HIV & The Will (or its absence) to Live

Although I primarily practice infectious diseases and critical care medicine, I am also trained and board-certified in emergency medicine. To keep somewhat active in the field, I work about one shift per month in an emergency department (ED). I don't often have my infectious disease world intrude into the ED, but yesterday it did. 

I was involved in the care of a AIDS patient with toxoplasmosis who came to the ED for an unrelated reason. However, the infectious disease issue soon supplanted the original reason for the visit. 

Toxoplasmosis occurs in AIDS patients who are severely immunosuppressed. This opportunistic infection, which is treatable, was much more common in earlier eras in which individuals with HIV had no effective treatments. In the modern era, in those who have access to medications, it is quite rare. In my ID fellowship, I think I only saw one case in an individual newly diagnosed with HIV. 
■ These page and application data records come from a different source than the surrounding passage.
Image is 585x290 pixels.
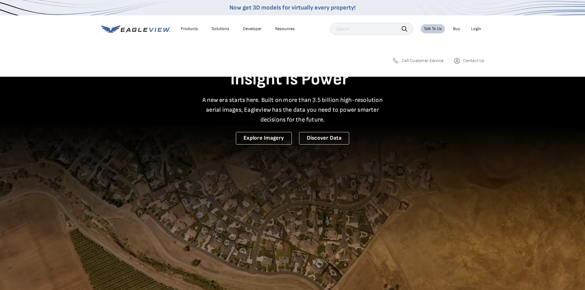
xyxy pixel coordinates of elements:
span: Call Customer Service [402,58,444,64]
a: Explore Imagery [236,132,292,145]
div: Solutions [212,26,229,32]
a: Discover Data [299,132,349,145]
div: Resources [275,26,295,32]
div: Login [471,26,481,32]
h1: Insight Is Power [101,69,484,90]
div: Talk To Us [424,26,442,32]
a: Contact Us [453,57,484,65]
span: Contact Us [463,58,484,64]
a: Call Customer Service [392,57,444,65]
a: Now get 3D models for virtually every property! [229,4,356,11]
a: Buy [453,26,460,32]
p: A new era starts here. Built on more than 3.5 billion high-resolution aerial images, Eagleview ha... [199,95,387,125]
a: Developer [243,26,262,32]
input: Search [330,23,413,35]
div: Products [181,26,198,32]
Yesterday's case wasn't like that--this person had willfully stopped taking anti-retrovirals and anti-toxoplasmosis medications. 
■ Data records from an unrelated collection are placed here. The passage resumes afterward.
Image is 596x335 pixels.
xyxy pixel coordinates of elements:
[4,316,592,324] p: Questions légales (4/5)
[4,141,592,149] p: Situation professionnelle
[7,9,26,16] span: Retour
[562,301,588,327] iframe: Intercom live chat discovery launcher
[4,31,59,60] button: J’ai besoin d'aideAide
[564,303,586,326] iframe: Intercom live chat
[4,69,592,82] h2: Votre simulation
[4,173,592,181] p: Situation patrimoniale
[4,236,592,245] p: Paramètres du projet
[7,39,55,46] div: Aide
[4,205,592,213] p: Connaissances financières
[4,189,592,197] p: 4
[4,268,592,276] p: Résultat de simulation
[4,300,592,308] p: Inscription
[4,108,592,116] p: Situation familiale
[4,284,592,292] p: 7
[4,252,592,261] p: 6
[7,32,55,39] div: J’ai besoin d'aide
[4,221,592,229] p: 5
I found the entire experience frustrating as I, like many other physicians before me, was futile in  persuading the patient that without treatment death would soon occur. 

As I've learned by myriad interactions with individuals recalcitrant to complying with treatment recommendations, a fundamental choice to live has to be the precondition for anything anyone says to matter.
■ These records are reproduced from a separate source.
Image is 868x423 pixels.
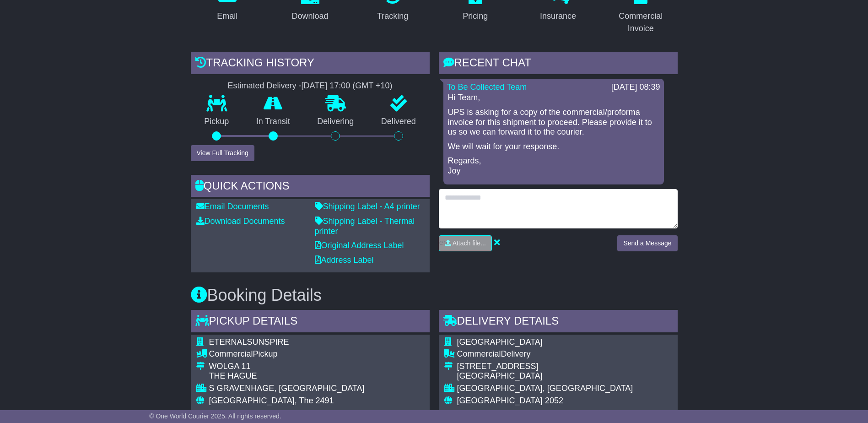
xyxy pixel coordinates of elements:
p: Delivering [304,117,368,127]
div: Tracking [377,10,408,23]
div: Commercial Invoice [610,10,671,35]
div: [STREET_ADDRESS] [457,361,633,371]
div: Tracking history [191,52,429,76]
div: Delivery [457,349,633,359]
div: Quick Actions [191,175,429,199]
div: WOLGA 11 [209,361,364,371]
div: RECENT CHAT [439,52,678,76]
p: Regards, Joy [448,156,659,175]
div: [GEOGRAPHIC_DATA], [GEOGRAPHIC_DATA] [457,384,633,393]
span: Commercial [209,349,253,359]
div: [DATE] 17:00 (GMT +10) [302,81,393,91]
div: Estimated Delivery - [191,81,429,91]
a: Original Address Label [315,241,404,250]
a: Address Label [315,255,374,264]
div: [GEOGRAPHIC_DATA] [457,371,633,381]
span: © One World Courier 2025. All rights reserved. [149,412,281,420]
div: Pickup Details [191,310,429,335]
a: To Be Collected Team [447,83,527,92]
div: Insurance [540,10,576,23]
div: Email [217,10,237,23]
div: Pickup [209,349,364,359]
div: Delivery Details [439,310,678,335]
a: Shipping Label - Thermal printer [315,217,415,235]
div: Download [291,10,328,23]
span: 2491 [316,396,334,405]
p: In Transit [242,117,304,127]
a: Download Documents [196,217,285,226]
div: S GRAVENHAGE, [GEOGRAPHIC_DATA] [209,384,364,393]
div: Pricing [462,10,488,23]
div: [DATE] 08:39 [611,83,660,92]
div: THE HAGUE [209,371,364,381]
span: 2052 [545,396,563,405]
p: Delivered [368,117,429,127]
p: Hi Team, [448,93,659,103]
span: [GEOGRAPHIC_DATA], The [209,396,313,405]
button: View Full Tracking [191,145,254,161]
span: [GEOGRAPHIC_DATA] [457,396,542,405]
span: ETERNALSUNSPIRE [209,337,289,346]
a: Email Documents [196,202,269,211]
p: Pickup [191,117,243,127]
h3: Booking Details [191,286,678,304]
p: We will wait for your response. [448,142,659,152]
span: [GEOGRAPHIC_DATA] [457,337,542,346]
button: Send a Message [617,235,677,251]
p: UPS is asking for a copy of the commercial/proforma invoice for this shipment to proceed. Please ... [448,108,659,137]
span: Commercial [457,349,501,359]
a: Shipping Label - A4 printer [315,202,420,211]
If Zombies Taught Epidemiology

Many people who are interested in the spread of infectious diseases have co-opted the zombie craze in order to emphasize key preparedness messages that are "common" to both, including the  CDC (I even have a CDC zombie hunter shirt).

One of the best known popular culture items in this social phenomena is the novel and movie World War Z which depicts an outbreak of an unknown infection that turns individuals into rabid zombies. There are many epidemiological points made in the movie but the one that I want to focus on regards who is susceptible to infection and who is immune. 

This is a major question in any outbreak and, just as in World War Z, figuring out the reason why is often a game-changing discovery. For example, in HIV there is a well known mutation that a portion of the populate harbors in CCR5, HIV's co-receptor, that can render one unable to be infected (see The Berlin patient). In a similar fashion, sickle cell trait confers resistance to malaria. 

In the case of HIV, understanding the role of the CCR5 co-receptor led not only to The Berlin Patient's path-breaking bone marrow transplant, but to the development of the drug mariviroc. Mariviroc blocks CCR5 thwarting the ability to the virus to infect cells and is a component of modern HIV drug cocktails.

So, in the early days of an outbreak understanding who is being spared is as important as understanding who is being infected--a little bit of zombie pedagogy.